It can't POSSIBLY be that useful! Nah, I think it's mostly common sense, but a lesson learned the hard way.
Despite the tendency for so many on SI to overtrade, it is a HUGE achievement to earn a few % over the averages over the long haul. And over the long haul, that's all it takes to turn a decent nest egg into investment capital.
In my experience, beating the averages by a few % can be achieved strictly by sector selection. Ignore the overall market as much as possible, except to determine net exposure levels. And monitor portfolio beta like a hawk.
As far as I'm concerned, nothing I've seen so far disputes the notion that a cyclical bear launched with the price highs set during the first week of the year in $NDX. You can choose your index of interest to show other peaks, but that was the speculative high, and the rational expectation would be for an above-average depth and duration bear. When we've got that, we can start talking about whether or not the secular bear is truly back.

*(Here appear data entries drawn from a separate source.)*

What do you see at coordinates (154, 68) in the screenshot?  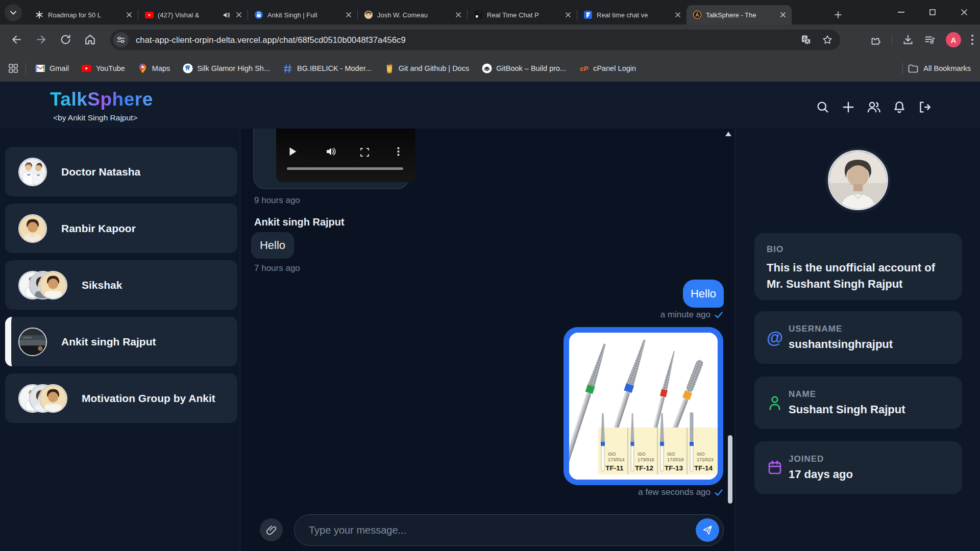 I see `bookmark-maps: Maps` at bounding box center [154, 68].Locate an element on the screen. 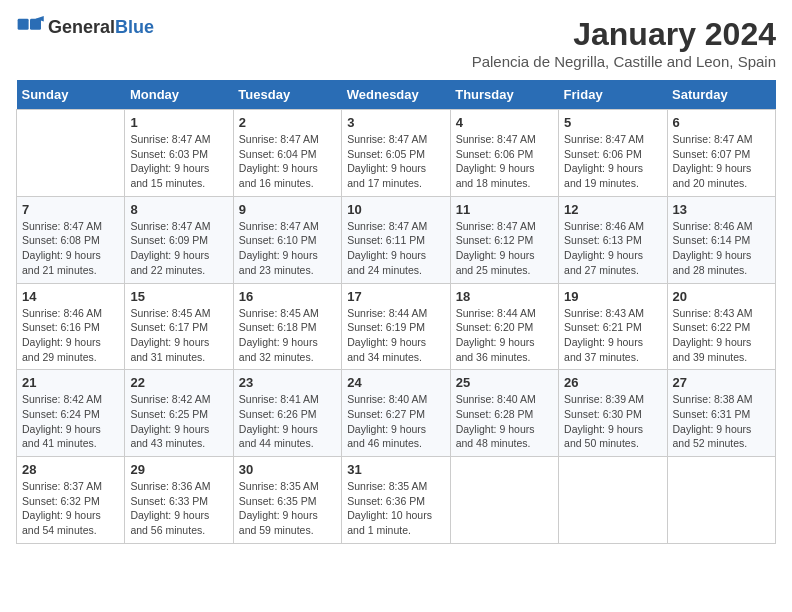  calendar-cell: 24Sunrise: 8:40 AMSunset: 6:27 PMDayligh… is located at coordinates (396, 414). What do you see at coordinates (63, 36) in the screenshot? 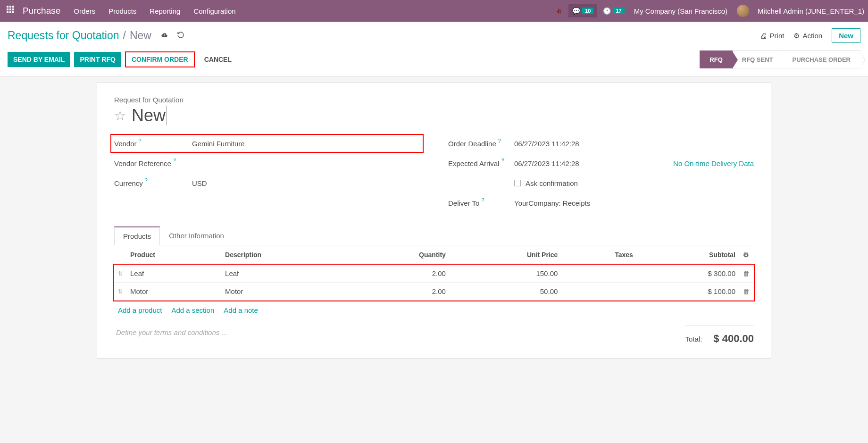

Like many others on this thread, I'm remain exposed to homebuilding, and I'm building positions against construction suppliers (capex, steel, concrete, lumber), the consumer (retail, restaurants, autos), emerging markets, techland (semiconductor equipment, semiconductors, software), and startng to tiptoe into the brokers.
The worst part of my shortfolio, as usual, is where I've tried to fade old favorite momo names that appeared to be breaking down.